By IANS,
Chennai : India’s atomic power plant operator, the Nuclear Power Corporation of India Ltd (NPCIL) is awaiting the arrival of German technicians to close the pressure vessel of the first 1,000 MW reactor at the Kudankulam Nuclear Power Project (KNPP), said a senior official.
“The Atomic Energy Regulatory Board (AERB) has given the nod to close the pressure vessel Oct 20. The German machine to close the vessel will have to be operated by a technician from that country. The German team is expected soon,” a senior NPCIL official told IANS preferring anonymity.
According to the official, going by the current pace of work, the reactor will become critical (start of fission process) sometime during the second week of November.
It is learnt that NPCIL wants to be sure of the closure as this is the first time a reactor of this size is being installed in the country.
Once the reactor pressure vessel is closed, then the NPCIL has to approach AERB for permission for the next process which is called heating up process.
NPCIL is setting up the KNPP at Kudankulam in Tamil Nadu’s Tirunelveli district, around 650 km from here, with two Russian-made VVER 1,000 MW reactors.
AERB gave its nod to NPCIL to load 163 bundles of enriched uranium fuel in the first reactor at KNPP Sep 18 after the latter complied with all the conditions laid down by the former in its Aug 10 sanction order.
NPCIL completed the fuel loading process Oct 2. After the reactor is fuelled, activities to approach first criticality-starting fission chain reaction, for the first time in a reactor, will be taken up.
Closure of the reactor pressure vessel is the first step. Then the power generation will be gradually scaled up on AERB’s permission, based on the results of various studies.
The KNPP is an outcome of the Inter-Governmental Agreement (IGA) signed between India and the erstwhile Soviet Union in 1988. However, the project construction only began in 2001.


Go over the data and work out how many lines include the word "Postal". Give that number only.

App and web page records:
######

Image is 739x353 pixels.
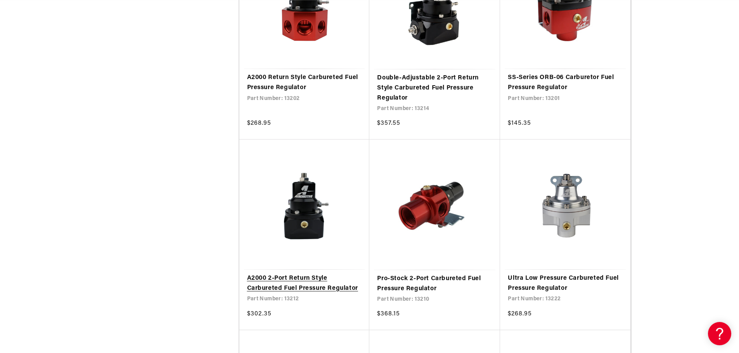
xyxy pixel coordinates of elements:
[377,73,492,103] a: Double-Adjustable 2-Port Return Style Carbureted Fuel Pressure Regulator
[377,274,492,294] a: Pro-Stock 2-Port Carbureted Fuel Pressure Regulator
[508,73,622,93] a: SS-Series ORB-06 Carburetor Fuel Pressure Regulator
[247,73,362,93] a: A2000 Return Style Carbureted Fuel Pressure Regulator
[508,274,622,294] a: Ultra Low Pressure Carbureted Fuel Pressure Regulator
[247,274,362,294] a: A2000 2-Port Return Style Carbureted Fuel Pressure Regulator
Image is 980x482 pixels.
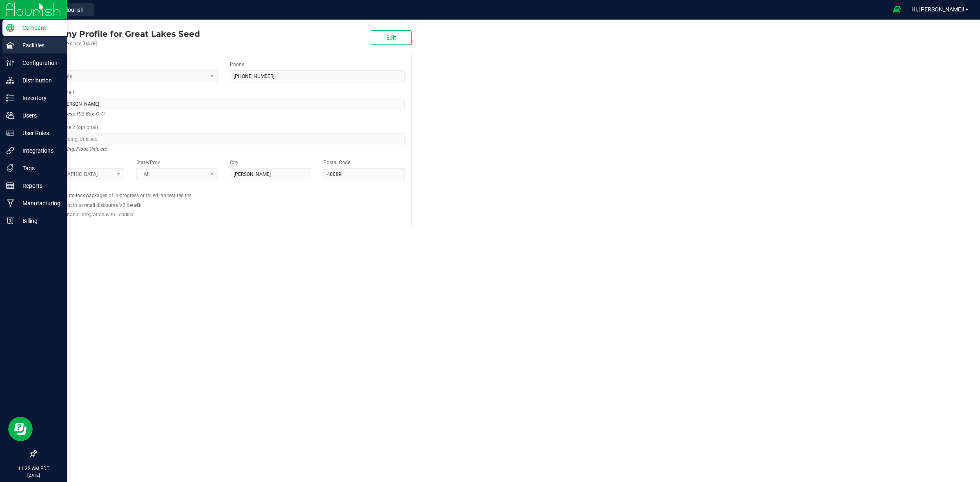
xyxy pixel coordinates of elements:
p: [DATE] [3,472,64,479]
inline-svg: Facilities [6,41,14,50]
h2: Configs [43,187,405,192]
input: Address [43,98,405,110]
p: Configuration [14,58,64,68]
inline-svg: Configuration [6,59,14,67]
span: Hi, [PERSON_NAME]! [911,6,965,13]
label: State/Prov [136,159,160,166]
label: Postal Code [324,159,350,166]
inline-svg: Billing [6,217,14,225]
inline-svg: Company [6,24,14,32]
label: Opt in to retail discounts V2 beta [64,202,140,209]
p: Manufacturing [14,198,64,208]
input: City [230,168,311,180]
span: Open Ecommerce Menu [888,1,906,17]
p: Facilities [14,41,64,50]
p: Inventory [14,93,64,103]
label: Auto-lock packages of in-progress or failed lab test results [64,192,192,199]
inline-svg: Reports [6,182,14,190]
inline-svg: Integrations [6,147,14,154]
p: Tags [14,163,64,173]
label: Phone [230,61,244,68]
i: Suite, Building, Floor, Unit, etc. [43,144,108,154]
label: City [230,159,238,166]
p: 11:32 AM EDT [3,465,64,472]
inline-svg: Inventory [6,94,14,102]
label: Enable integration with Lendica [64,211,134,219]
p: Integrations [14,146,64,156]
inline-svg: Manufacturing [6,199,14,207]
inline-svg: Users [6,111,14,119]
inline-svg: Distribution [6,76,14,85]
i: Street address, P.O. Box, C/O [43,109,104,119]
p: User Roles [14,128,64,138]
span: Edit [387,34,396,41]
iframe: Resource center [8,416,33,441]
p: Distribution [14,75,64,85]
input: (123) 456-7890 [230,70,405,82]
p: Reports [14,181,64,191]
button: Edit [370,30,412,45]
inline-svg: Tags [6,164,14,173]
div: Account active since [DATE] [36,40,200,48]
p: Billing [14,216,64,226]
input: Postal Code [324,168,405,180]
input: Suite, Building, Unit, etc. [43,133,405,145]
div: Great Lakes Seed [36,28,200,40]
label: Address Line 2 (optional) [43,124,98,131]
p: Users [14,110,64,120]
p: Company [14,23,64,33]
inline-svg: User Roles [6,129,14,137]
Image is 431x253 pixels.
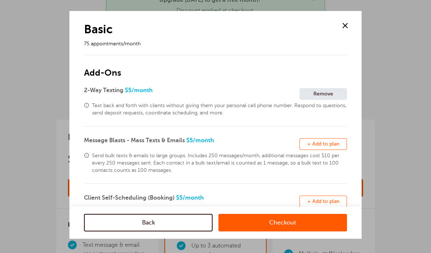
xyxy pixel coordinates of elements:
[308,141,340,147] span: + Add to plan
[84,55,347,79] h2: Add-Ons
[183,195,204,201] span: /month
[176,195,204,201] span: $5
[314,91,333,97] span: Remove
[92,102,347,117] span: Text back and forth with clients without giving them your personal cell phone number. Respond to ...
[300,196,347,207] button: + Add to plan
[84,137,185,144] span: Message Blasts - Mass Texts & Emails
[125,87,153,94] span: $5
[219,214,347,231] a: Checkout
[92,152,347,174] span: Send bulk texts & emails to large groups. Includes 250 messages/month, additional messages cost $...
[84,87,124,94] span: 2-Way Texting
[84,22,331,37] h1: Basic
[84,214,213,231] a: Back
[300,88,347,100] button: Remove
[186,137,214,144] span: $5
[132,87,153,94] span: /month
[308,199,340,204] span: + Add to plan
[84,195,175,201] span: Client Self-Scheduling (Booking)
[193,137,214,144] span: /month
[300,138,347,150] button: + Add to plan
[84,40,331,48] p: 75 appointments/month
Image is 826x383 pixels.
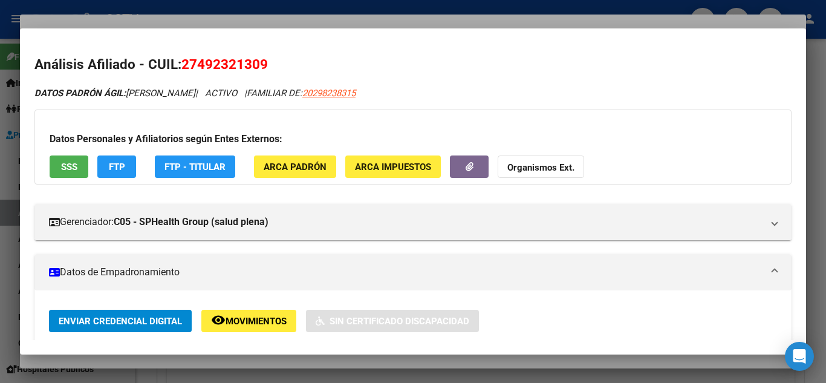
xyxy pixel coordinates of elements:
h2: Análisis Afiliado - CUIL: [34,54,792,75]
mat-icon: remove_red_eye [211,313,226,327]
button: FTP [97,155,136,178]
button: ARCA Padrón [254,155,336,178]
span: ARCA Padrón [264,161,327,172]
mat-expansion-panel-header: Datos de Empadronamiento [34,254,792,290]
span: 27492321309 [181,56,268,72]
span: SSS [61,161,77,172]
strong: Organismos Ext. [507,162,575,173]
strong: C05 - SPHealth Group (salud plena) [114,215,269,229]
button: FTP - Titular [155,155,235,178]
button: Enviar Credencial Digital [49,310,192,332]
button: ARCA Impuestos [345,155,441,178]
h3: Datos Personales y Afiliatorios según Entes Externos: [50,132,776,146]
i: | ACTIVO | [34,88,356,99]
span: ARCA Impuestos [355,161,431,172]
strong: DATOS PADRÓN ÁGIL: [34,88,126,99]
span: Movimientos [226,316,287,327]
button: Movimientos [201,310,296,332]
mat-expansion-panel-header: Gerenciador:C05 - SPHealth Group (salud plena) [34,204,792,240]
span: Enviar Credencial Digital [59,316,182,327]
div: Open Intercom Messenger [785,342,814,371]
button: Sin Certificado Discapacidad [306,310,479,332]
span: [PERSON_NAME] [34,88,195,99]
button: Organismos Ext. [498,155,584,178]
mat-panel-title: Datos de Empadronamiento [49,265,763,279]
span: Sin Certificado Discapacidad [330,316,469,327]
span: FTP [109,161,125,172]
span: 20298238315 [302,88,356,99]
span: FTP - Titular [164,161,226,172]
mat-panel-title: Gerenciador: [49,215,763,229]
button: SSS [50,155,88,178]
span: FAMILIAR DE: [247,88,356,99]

######

The answer: 2